The second thing to consider is keeping the battlefield clear. You can organize your lands however you like, but I highly recommend you keep your lands with effects clearly visible. I tend to stack my dual lands, basic lands, and lands with effects in three stacks so that I can easily display any tricks or things I can do to impact the battlefield. I do not support hiding something like Maze of Ith under a pile of Forests for the “surprise factor.” At that point you are not properly representing your battlefield. Don’t be a jerk.
Filter Lands
The filter lands are massively underutilized in Commander. These lands are absolutely amazing. Many Commander decks run a lot of cards with two color requirements. A dual land is excellent mana fixing, but a three-color deck that plays Bayou and then Flooded Grove can cast Counterspell on turn 2 and have Dissipate available on turn 3 after playing a Swamp.
The filter lands allow you to cast a spell requiring two mana of one color off a single land. This cannot be underestimated when you absolutely need to cast a Wrath of God but do not have a single white source. The drawback is that these lands are not nearly as good on turn 1.
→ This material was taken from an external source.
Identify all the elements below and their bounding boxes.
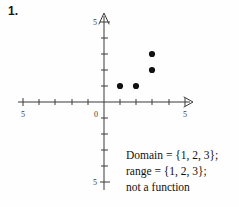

The filter lands are not terribly expensive but are usually off-budget options. If you want to make your deck better, save up for the filter lands. Few other lands will improve a deck as handily.
Making Mana Your Own
Despite all this advice, don’t ever feel locked into certain cards. Commander has every door open for deckbuilding; we should take advantage of that. Do you have a pet land? Run it where you can! And do not neglect nonland sources of mana. I love mana rocks that do things. Chromatic Lantern is amazing in decks with three or more colors. Mind Stone and its bigger siblings turn into cards later. Pyromancer’s Goggles can get you extra spells. Kaladesh has Cultivator’s Caravan, which looks fantastic. It’s a mana rock when you need and later on it allows utility creatures to Crew a five-power attacker.
Don’t go overboard with mana fixing at the expense of basic lands and fun cards. As you include more pet cards and off-the-wall cards, you are much more likely to catch your opponents by surprise, like with a 0/1 Goat token that can suddenly attack for lethal damage.
What lands do you favor? How important is your manabase? What are your thoughts on mana rocks versus mana creatures in Commander?